COW LANE, SALFORD 3.14AM – 4.15AM
The turning point of the year, the Longest Day, had not long ended when I arrived. The much heralded Strawberry Moon was losing its fight with overpowering clouds that, for now, reflected prismatic city lights and lunar brilliance but which, at daybreak, would be revealed as grey and unloved.
I settled next to a cement works that hummed and clanked, but revealed no human form, despite there being several illuminated huts. Away in the distance, red stars twinkled atop cranes set to continue the upward mobility of the city centre.
Towards the end of Cow Lane, I could see a man walk towards me, swinging a torch and carrying a long metal rod. Every 50 yards or so he’d pause, shove the pole into a grid, put his ear to its top, and listen carefully, like a soldier on night patrol trying to detect enemy activity. “There’s a leak somewhere” he said to me when he arrived at where I was standing. As he spoke an alien, creeping sound caused us both to look round and notice an automatic sprinkler make its way along a hump of cement. “That’s not the leak” he felt impelled to say.
An empty car was parked, alone and away from any place that would seem to contain its owner. I tipped my head upwards. I’d hoped for a fiery red sky behind the new office blocks, growing separately from the once modern buildings of this small industrial estate, shuttered and littered with traffic cones, and so I was disappointed by the muffled moon. A solitary bird sang out to signal that the night would soon end, and a cool dawn crept slowly into fleeting existence.
I wandered down to Oldfield Road and looked across a vast wasteland, soon to become a building site. Chinese characters were displayed on boards hung from the security fences. To my left was a billboard advertising a fertility clinic and to my right the risen Beetham Tower. I considered for how long would I be able to view this particular skyline and, as I looked eastwards, the man from United Utilities drove away towards Manchester. I wondered if he’d found the source of the problem.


• **Exercise goal**: Pick every line from the data below that contains the string "more" and copy it.

• **Data listing**:
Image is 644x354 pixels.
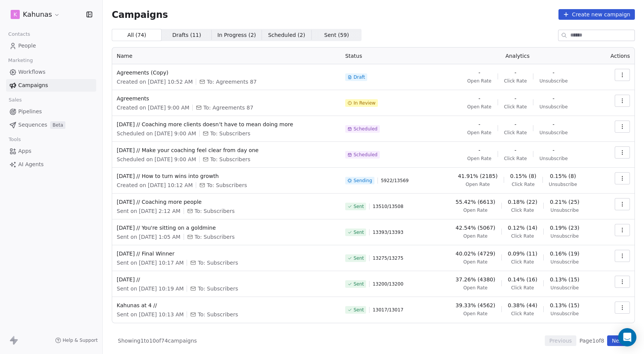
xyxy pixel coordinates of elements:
[478,146,480,154] span: -
[515,69,517,76] span: -
[468,78,492,84] span: Open Rate
[117,310,184,318] span: Sent on [DATE] 10:13 AM
[511,172,536,179] span: 0.15% (8)
[117,130,196,137] span: Scheduled on [DATE] 9:00 AM
[198,285,238,292] span: To: Subscribers
[353,126,377,132] span: Scheduled
[618,328,637,347] div: Open Intercom Messenger
[550,172,576,179] span: 0.15% (8)
[341,47,436,65] th: Status
[372,203,404,209] span: 13510 / 13508
[550,198,579,206] span: 0.21% (25)
[381,178,409,184] span: 5922 / 13569
[112,9,168,20] span: Campaigns
[504,103,527,110] span: Click Rate
[515,146,517,154] span: -
[117,233,180,241] span: Sent on [DATE] 1:05 AM
[550,275,579,283] span: 0.13% (15)
[508,275,538,283] span: 0.14% (16)
[464,233,488,239] span: Open Rate
[456,224,495,232] span: 42.54% (5067)
[63,337,98,343] span: Help & Support
[18,81,48,89] span: Campaigns
[118,337,197,344] span: Showing 1 to 10 of 74 campaigns
[464,207,488,213] span: Open Rate
[458,172,497,179] span: 41.91% (2185)
[512,181,535,188] span: Click Rate
[18,160,44,169] span: AI Agents
[372,255,404,261] span: 13275 / 13275
[512,233,534,239] span: Click Rate
[353,74,365,80] span: Draft
[117,198,336,206] span: [DATE] // Coaching more people
[117,224,336,232] span: [DATE] // You're sitting on a goldmine
[550,207,579,213] span: Unsubscribe
[468,130,492,136] span: Open Rate
[372,281,404,287] span: 13200 / 13200
[117,69,336,76] span: Agreements (Copy)
[512,310,534,317] span: Click Rate
[468,155,492,161] span: Open Rate
[117,250,336,257] span: [DATE] // Final Winner
[608,335,629,346] button: Next
[5,28,33,40] span: Contacts
[6,118,96,132] a: SequencesBeta
[18,121,47,129] span: Sequences
[18,108,42,116] span: Pipelines
[117,181,193,189] span: Created on [DATE] 10:12 AM
[550,224,579,232] span: 0.19% (23)
[508,301,538,309] span: 0.38% (44)
[353,203,364,209] span: Sent
[353,151,377,158] span: Scheduled
[195,207,235,215] span: To: Subscribers
[218,31,257,39] span: In Progress ( 2 )
[18,68,46,76] span: Workflows
[9,8,61,21] button: KKahunas
[172,31,201,39] span: Drafts ( 11 )
[599,47,635,65] th: Actions
[195,233,235,241] span: To: Subscribers
[504,130,527,136] span: Click Rate
[553,146,555,154] span: -
[508,224,538,232] span: 0.12% (14)
[550,233,579,239] span: Unsubscribe
[210,155,251,163] span: To: Subscribers
[6,105,96,117] a: Pipelines
[478,94,480,103] span: -
[466,181,490,188] span: Open Rate
[468,103,492,110] span: Open Rate
[553,94,555,103] span: -
[55,337,98,343] a: Help & Support
[6,158,96,170] a: AI Agents
[117,94,336,103] span: Agreements
[353,307,364,313] span: Sent
[23,9,52,19] span: Kahunas
[198,259,238,266] span: To: Subscribers
[553,121,555,128] span: -
[198,310,238,318] span: To: Subscribers
[508,250,538,257] span: 0.09% (11)
[117,103,190,112] span: Created on [DATE] 9:00 AM
[353,178,372,184] span: Sending
[117,121,336,128] span: [DATE] // Coaching more clients doesn’t have to mean doing more
[18,42,36,50] span: People
[117,259,184,266] span: Sent on [DATE] 10:17 AM
[550,301,579,309] span: 0.13% (15)
[204,103,253,112] span: To: Agreements 87
[210,130,251,137] span: To: Subscribers
[6,79,96,92] a: Campaigns
[353,229,364,235] span: Sent
[18,147,31,155] span: Apps
[550,250,579,257] span: 0.16% (19)
[324,31,349,39] span: Sent ( 59 )
[512,285,534,291] span: Click Rate
[504,78,527,84] span: Click Rate
[13,11,17,18] span: K
[6,145,96,157] a: Apps
[117,172,336,179] span: [DATE] // How to turn wins into growth
[436,47,600,65] th: Analytics
[207,181,248,189] span: To: Subscribers
[117,78,193,85] span: Created on [DATE] 10:52 AM
[515,94,517,103] span: -
[117,301,336,309] span: Kahunas at 4 //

• **Finished task**:
[117,198,336,206] span: [DATE] // Coaching more people
[117,121,336,128] span: [DATE] // Coaching more clients doesn’t have to mean doing more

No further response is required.